11 NOVEMBER 1865, Page 1

At the Lord Mayor's dinner on Thursday night, after the

in- auguration of Alderman Phillips, both Earl Russell and Mr. Gladstone referred to the future measures of the Government in terms carefully vague, and yet no doubt meant to point towards reform. Lord Russell said that, as to " principles," "I cannot abandon those principles which for twenty years, come weal, come woe, recommended me to the confidence of the citizens of this great metropolis," and as three times during these years Lord Russell had charge of reform bills, that is supposed to mean that he is still for reform. As to "the application of these principles " to actual measures, Lord Russell would only say that " they must be measures not of yesterday, but to-day," which is supposed to mean that the Reform Bill of 1860 will not do again.
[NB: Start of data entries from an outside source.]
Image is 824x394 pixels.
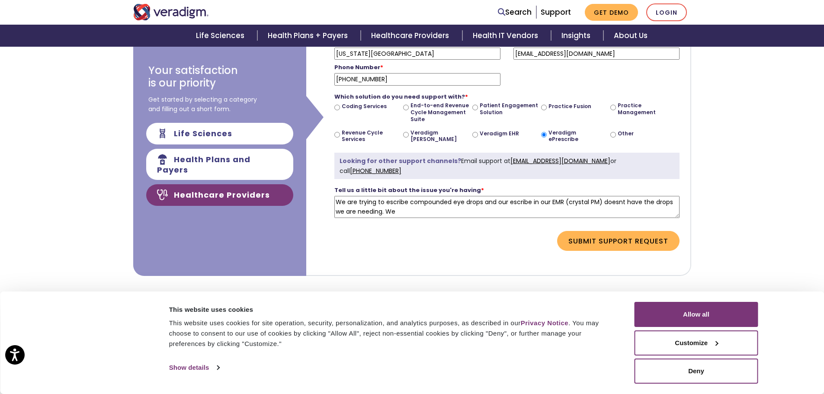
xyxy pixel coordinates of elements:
[133,4,209,20] img: Veradigm logo
[410,129,469,143] label: Veradigm [PERSON_NAME]
[169,318,615,349] div: This website uses cookies for site operation, security, personalization, and analytics purposes, ...
[342,103,387,110] label: Coding Services
[634,302,758,327] button: Allow all
[479,102,538,115] label: Patient Engagement Solution
[510,157,610,165] a: [EMAIL_ADDRESS][DOMAIN_NAME]
[350,166,401,175] a: [PHONE_NUMBER]
[603,25,658,47] a: About Us
[634,358,758,383] button: Deny
[479,130,519,137] label: Veradigm EHR
[361,25,462,47] a: Healthcare Providers
[169,361,219,374] a: Show details
[342,129,400,143] label: Revenue Cycle Services
[334,48,500,60] input: Company
[513,48,679,60] input: firstlastname@website.com
[410,102,469,122] label: End-to-end Revenue Cycle Management Suite
[617,130,633,137] label: Other
[334,93,468,101] strong: Which solution do you need support with?
[548,103,591,110] label: Practice Fusion
[339,157,461,165] strong: Looking for other support channels?
[548,129,607,143] label: Veradigm ePrescribe
[334,73,500,85] input: Phone Number
[257,25,361,47] a: Health Plans + Payers
[521,319,568,326] a: Privacy Notice
[551,25,603,47] a: Insights
[462,25,551,47] a: Health IT Vendors
[557,231,679,251] button: Submit Support Request
[646,3,687,21] a: Login
[148,95,257,114] span: Get started by selecting a category and filling out a short form.
[169,304,615,315] div: This website uses cookies
[634,330,758,355] button: Customize
[185,25,257,47] a: Life Sciences
[780,351,813,383] iframe: Drift Chat Widget
[540,7,571,17] a: Support
[617,102,676,115] label: Practice Management
[334,186,484,194] strong: Tell us a little bit about the issue you're having
[585,4,638,21] a: Get Demo
[334,63,383,71] strong: Phone Number
[334,153,679,179] div: Email support at or call
[148,64,238,89] h3: Your satisfaction is our priority
[498,6,531,18] a: Search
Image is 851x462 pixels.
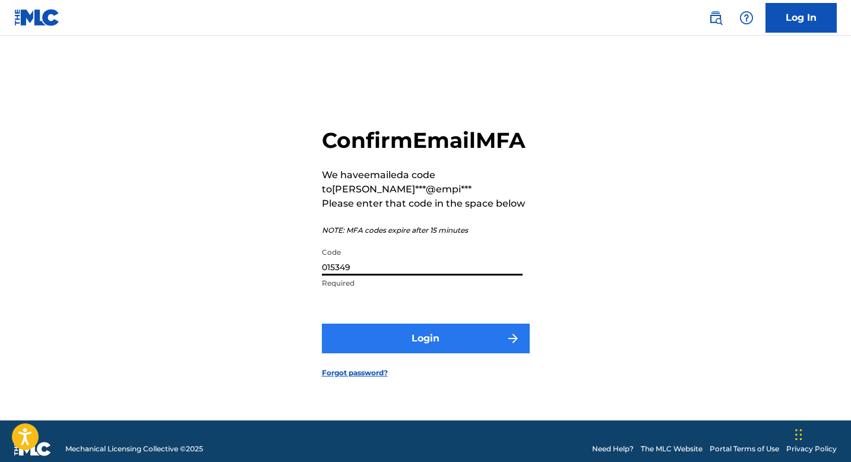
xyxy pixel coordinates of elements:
a: Public Search [704,6,727,30]
button: Login [322,324,530,353]
img: f7272a7cc735f4ea7f67.svg [506,331,520,346]
p: NOTE: MFA codes expire after 15 minutes [322,225,530,236]
div: Drag [795,417,802,452]
p: We have emailed a code to [PERSON_NAME]***@empi*** [322,168,530,197]
a: Privacy Policy [786,444,837,454]
a: Log In [765,3,837,33]
div: Help [734,6,758,30]
span: Mechanical Licensing Collective © 2025 [65,444,203,454]
a: The MLC Website [641,444,702,454]
a: Need Help? [592,444,634,454]
a: Forgot password? [322,368,388,378]
iframe: Chat Widget [791,405,851,462]
img: MLC Logo [14,9,60,26]
img: logo [14,442,51,456]
img: search [708,11,723,25]
img: help [739,11,753,25]
p: Required [322,278,523,289]
a: Portal Terms of Use [710,444,779,454]
h2: Confirm Email MFA [322,127,530,154]
p: Please enter that code in the space below [322,197,530,211]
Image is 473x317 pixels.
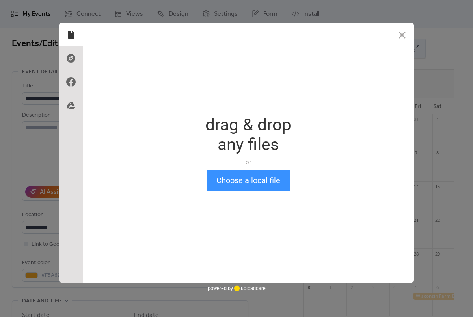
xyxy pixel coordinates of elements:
[207,170,290,191] button: Choose a local file
[205,115,291,155] div: drag & drop any files
[233,286,266,292] a: uploadcare
[59,94,83,118] div: Google Drive
[59,70,83,94] div: Facebook
[205,159,291,166] div: or
[59,23,83,47] div: Local Files
[59,47,83,70] div: Direct Link
[390,23,414,47] button: Close
[208,283,266,295] div: powered by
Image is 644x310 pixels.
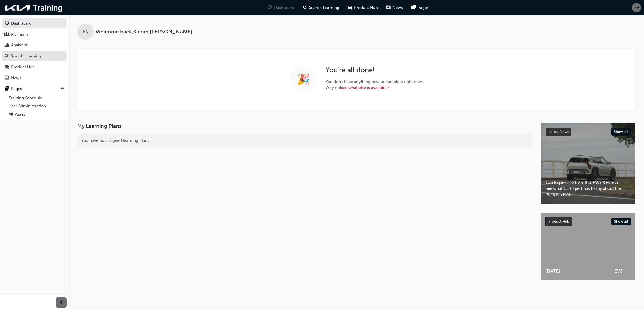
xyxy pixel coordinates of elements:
[59,299,63,306] span: prev-icon
[541,213,610,280] a: [DATE]
[5,65,9,70] span: car-icon
[2,51,67,61] a: Search Learning
[11,53,41,59] div: Search Learning
[341,85,389,90] a: see what else is available?
[386,4,391,11] span: news-icon
[382,2,407,13] a: news-iconNews
[412,4,416,11] span: pages-icon
[303,4,307,11] span: search-icon
[268,4,272,11] span: guage-icon
[2,62,67,72] a: Product Hub
[299,2,344,13] a: search-iconSearch Learning
[5,87,9,91] span: pages-icon
[611,128,631,135] button: Show all
[3,2,65,13] img: kia-training
[11,42,28,48] div: Analytics
[6,94,67,102] a: Training Schedule
[5,32,9,37] span: people-icon
[96,29,192,35] span: Welcome back , Kieran [PERSON_NAME]
[6,102,67,110] a: User Administration
[407,2,433,13] a: pages-iconPages
[2,73,67,83] a: News
[354,5,378,11] span: Product Hub
[5,43,9,48] span: chart-icon
[2,17,67,84] button: DashboardMy TeamAnalyticsSearch LearningProduct HubNews
[309,5,339,11] span: Search Learning
[6,110,67,119] a: All Pages
[546,186,631,197] span: See what CarExpert has to say about the 2025 Kia EV3.
[2,29,67,39] a: My Team
[2,84,67,94] button: Pages
[546,180,631,186] span: CarExpert | 2025 Kia EV3 Review
[297,76,310,83] span: 🎉
[546,128,631,136] a: Latest NewsShow all
[541,123,635,204] a: Latest NewsShow allCarExpert | 2025 Kia EV3 ReviewSee what CarExpert has to say about the 2025 Ki...
[344,2,382,13] a: car-iconProduct Hub
[2,40,67,50] a: Analytics
[274,5,294,11] span: Dashboard
[325,66,423,74] h2: You ' re all done!
[11,31,28,37] div: My Team
[634,5,639,11] span: KA
[632,3,641,12] button: KA
[77,123,532,129] h3: My Learning Plans
[546,217,631,226] a: Product HubShow all
[392,5,403,11] span: News
[325,85,423,91] span: Why not
[546,268,605,274] span: [DATE]
[611,217,631,225] button: Show all
[5,21,9,26] span: guage-icon
[77,134,532,148] div: You have no assigned learning plans
[325,79,423,85] span: You don ' t have anything new to complete right now.
[11,64,35,70] div: Product Hub
[549,129,569,134] span: Latest News
[5,76,9,81] span: news-icon
[5,54,9,59] span: search-icon
[548,219,569,224] span: Product Hub
[11,86,22,92] div: Pages
[11,75,21,81] div: News
[263,2,299,13] a: guage-iconDashboard
[83,29,88,35] span: KA
[2,18,67,28] a: Dashboard
[417,5,429,11] span: Pages
[61,85,64,93] span: up-icon
[348,4,352,11] span: car-icon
Mr. Gladstone was still vaguer, only promising for the new House of Commons that it should establish "not a traditional ally, but an actual title to your confidence and approbation," which, again, is supposed by those whose minds are full of reform to mean reform, and by those whose minds are full of objections to reform to mean objections to reform. Perhaps the most that can be said is that Earl Russell and Mr. Gladstone alike wished, without pledging themselves to administer any actual food to the reformers, to diffuse that grate- ful prognostic of coming food which appeals to the sense of smell.